Judge Walks Out Mid-Argument in Proposition 8 Case
Dan Levine at LegalPad reports (March 16) that Chief Judge Vaughn Walker stood up and walked out on Orrick Herrington & Sutcliffe partner Stephen Bomse in mid-sentence as Bomse continued an argument opposing a discovery motion in the Proposition 8 case in California (Perry v. Schwarzenegger)(follow the link to Lambda Legal where they include a summary, full text documents and a time line); Perry v. City and County of San Francisco (link to docstoc.com, Judge Fisher's opinion Dec. 1, 2009, in the U.S. Court of Appeals, 9th Circuit, appealing from Judge Vaughn Walker, below) . Levine reports, in part,
This discovery mess – which threatens to delay a final Walker ruling on the constitutionality of Prop 8 – commenced in January, when the Ninth Circuit forced Yes on 8 to turn over some of its campaign materials. (that link to CalLaw requires a free registration)Nice analysis!
Making good on an earlier threat (same free registration required; if you already registered above, you are set), Yes on 8 in turn subpoenaed documents from various groups that fought the anti-gay marriage amendment. Magistrate Judge Joseph Spero turned down attempts by those No groups to kill the subpoenae, and ordered them to start producing documents.
The No forces, led by Bomse, asked Walker to overrule Spero. But Walker immediately cut Bomse off, telling him the standard to reverse was clear error. The ACLU has not come up with a fresh reason to attack Spero’s reasoning, Walker said. “You haven’t submitted anything,” Walker said.
The hearing lasted about an hour and a half, during which Walker appeared completely unsympathetic to the No arguments. At the end, Bomse tried to pick up on a point made by the plaintiffs’ attorney, Christopher Dusseault of Gibson Dunn & Crutcher, that the Yes lawyers had gotten stuff before trial but made a strategic decision not to put them in the record. “All the public documents were produced, and they made no use of them,” Bomse said.
Then, as Bomse began his next sentence, he was hit a with “Thank you very much” from Walker as the judge strode off the bench. Bomse remained at the lectern for a second before turning back collect his things.
Beyond the discovery arguments themselves, I can imagine a few meta-motivations fueling Walker’s irritation. First, there is the delay: Walker wants the trial over, like, yesterday, but these discovery issues may put off closing arguments for a while. What Walker regards as a frivolous appeal to Spero’s order doesn’t help.
Also, Walker has been trying to build a full record, the better to withstand appellate review. So kicking around the No side in an attempt to complete the evidence can’t hurt his credibility with the nine wise men and women in Washington D.C. – at least any more than the camera fiasco (CalLaw again: free registration required) already did.
Although Wikipedia is subject to random editing and vandalism on a topic a controversial as this, I thought they had a very nice entry on the case. See Perry v. Schwarzenegger at Wikipedia for a very nice history and lots of links to in-depth info on the various parties involved.
As always at OOTJ, the swans decorating this post remind me of the story of Boston Public Garden's swans Romeo and Juliet, who turned out to be Juliet and Juliet, just about the time our Supreme Judicial Court ruled on our case of Goodridge v. Dept. of Public Health, which made same-sex marriage legal in Massachusetts.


**WHAT THE TASK ASKS:**
Keep every word of the listing and drop the images when you write it out.

**DATA SHOWN:**
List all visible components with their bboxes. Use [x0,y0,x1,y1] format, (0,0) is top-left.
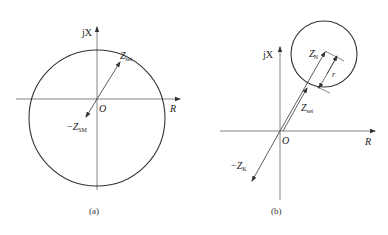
radius-extension-top [325,51,344,61]
neg-zsm-label-a: −ZSM [67,121,88,133]
zn-vector-b [280,52,325,131]
impedance-diagrams: jX R O Zset −ZSM (a) jX R O Z'N r Zset −… [0,0,388,235]
neg-zsm-vector-a [86,99,97,117]
caption-b: (b) [271,206,282,216]
neg-zk-label-b: −ZK [231,160,247,172]
caption-a: (a) [89,206,99,216]
figure-b: jX R O Z'N r Zset −ZK (b) [220,21,375,216]
jx-label-b: jX [262,49,274,60]
zset-label-b: Zset [301,102,314,114]
zset-label-a: Zset [120,50,133,62]
origin-label-b: O [282,135,289,146]
origin-label-a: O [99,103,106,114]
r-label-a: R [169,103,176,114]
zn-label-b: Z'N [309,48,319,60]
figure-a: jX R O Zset −ZSM (a) [16,27,180,216]
jx-label-a: jX [81,27,93,38]
zset-vector-a [97,62,120,99]
neg-zk-vector-b [252,131,280,181]
r-label-b: R [364,136,371,147]
radius-label-b: r [332,70,336,79]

**RESULT FOR THIS EXERCISE:**
List all visible components with their bboxes. Use [x0,y0,x1,y1] format, (0,0) is top-left.
radius-extension-top [325,51,344,61]
neg-zsm-label-a: −ZSM [67,121,88,133]
zn-vector-b [280,52,325,131]
impedance-diagrams: jX R O Zset −ZSM (a) jX R O Z'N r Zset −… [0,0,388,235]
neg-zsm-vector-a [86,99,97,117]
caption-b: (b) [271,206,282,216]
neg-zk-label-b: −ZK [231,160,247,172]
caption-a: (a) [89,206,99,216]
figure-b: jX R O Z'N r Zset −ZK (b) [220,21,375,216]
jx-label-b: jX [262,49,274,60]
zset-label-b: Zset [301,102,314,114]
zset-label-a: Zset [120,50,133,62]
origin-label-b: O [282,135,289,146]
origin-label-a: O [99,103,106,114]
r-label-a: R [169,103,176,114]
zn-label-b: Z'N [309,48,319,60]
figure-a: jX R O Zset −ZSM (a) [16,27,180,216]
jx-label-a: jX [81,27,93,38]
zset-vector-a [97,62,120,99]
neg-zk-vector-b [252,131,280,181]
r-label-b: R [364,136,371,147]
radius-label-b: r [332,70,336,79]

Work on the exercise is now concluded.